What makes a college great? For too long, that question has been answered by rankings based o
n a narrow and outdated formula that includes variables like how many applications a college denies, how high their admitted students’ test scores are, and how large their endowment is. But that definition of excellence doesn’t serve students—or America.
If we care about long-term student success and national competitiveness, we need to focus on the institutions that deliver social and economic mobility at scale. And by every meaningful measure, public universities—especially regional public universities—do this best.
Yet these institutions often trail their peers in the most widely cited rankings, like U.S. News & World Report. While that publication is to be commended for placing a “greater emphasis on social mobility and outcomes for graduates” in its 2024 rankings, more change is needed for rankings systems that are still dominated by wealth and selectivity. The colleges doing the most to change lives still struggle to gain appropriate recognition.
This is problematic because, despite their limitations, rankings still matter. Students and families use them to decide where to apply. Prospective faculty and staff include them in their consideration of competitive offers from other institutions.
But rather than introducing students who may be the first in their family to attend college, working adults, or those from lower-income backgrounds to institutions best positioned to prepare them for success, many rankings instead potentially skew the perceptions of the colleges that are most worthy for these students.
That’s why this moment—when higher education is facing unprecedented criticism and challenges, and the percentage of young people choosing to pursue a four-year degree is dropping—matters. We can’t just dismiss and drop out of flawed rankings. We need to elevate and value better rankings, rankings that reward the kind of positive, lifelong impact higher education has always delivered.
The Social Mobility Index, Third Way’s Economic Mobility Index, and Washington Monthly rankings prioritize affordability, completion, post-college earnings, and access for students. These tools highlight a much clearer picture of institutional value—for individuals, communities, and the broader economy.
And they reveal a truth that other rankings obscure: the institutions delivering the greatest return for students and society are regional public universities.
Regional public universities educate not only large numbers of Pell-eligible and first-generation students, but also the majority of American students seeking a public four-year undergraduate degree. They prepare graduates for high-demand fields, support local economies, and create upward mobility across generations. They don’t measure success by who they exclude—they measure it by who they uplift.
This is not just a matter of fairness—it’s a national economic imperative. According to a 2024 report from the Georgetown Center on Education and the Workforce, 72% of jobs in the U.S. will require postsecondary education or training by 2031, and 62% of good jobs will require a bachelor’s degree or higher. As the population of traditional college-aged students shrinks, meeting future workforce demands will depend on bringing more low-income, underrepresented, and first-generation students into—and through—college.
The importance of this work is increasingly being recognized. The newly revised Carnegie Classification system now includes a Social and Economic Mobility category. Ninety-seven percent of all public four-year universities achieving the new Opportunity Colleges and Universities designation are regional public universities.
That’s a meaningful signal—but more is needed.
If we want higher education to continue to be the powerful force for equity, for economic growth, and for national competitiveness that it has long been proven to be, we need to realign our incentives and our recognition. Rankings must meaningfully measure and reward outcomes that matter: not endowment size, but social mobility; not exclusivity, but economic impact.
A truly great college isn’t one that preserves privilege. It’s one that creates opportunity. Regional public universities are delivering what the country needs most, at a time when talented and prepared citizens are needed more than ever. The rankings—and the nation—need to catch up.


Task description:
Each line of the material should be output exactly as shown.

Extracted entries:
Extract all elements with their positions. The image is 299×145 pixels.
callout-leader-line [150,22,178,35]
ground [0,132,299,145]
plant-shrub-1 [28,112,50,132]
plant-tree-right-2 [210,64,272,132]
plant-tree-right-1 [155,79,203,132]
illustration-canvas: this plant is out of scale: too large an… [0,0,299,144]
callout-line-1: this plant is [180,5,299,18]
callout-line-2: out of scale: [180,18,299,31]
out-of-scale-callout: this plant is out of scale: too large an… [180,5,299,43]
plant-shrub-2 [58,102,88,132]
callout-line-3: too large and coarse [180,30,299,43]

Exercise output:
Extract all elements with their positions. The image is 299×145 pixels.
callout-leader-line [150,22,178,35]
ground [0,132,299,145]
plant-shrub-1 [28,112,50,132]
plant-tree-right-2 [210,64,272,132]
plant-tree-right-1 [155,79,203,132]
illustration-canvas: this plant is out of scale: too large an… [0,0,299,144]
callout-line-1: this plant is [180,5,299,18]
callout-line-2: out of scale: [180,18,299,31]
out-of-scale-callout: this plant is out of scale: too large an… [180,5,299,43]
plant-shrub-2 [58,102,88,132]
callout-line-3: too large and coarse [180,30,299,43]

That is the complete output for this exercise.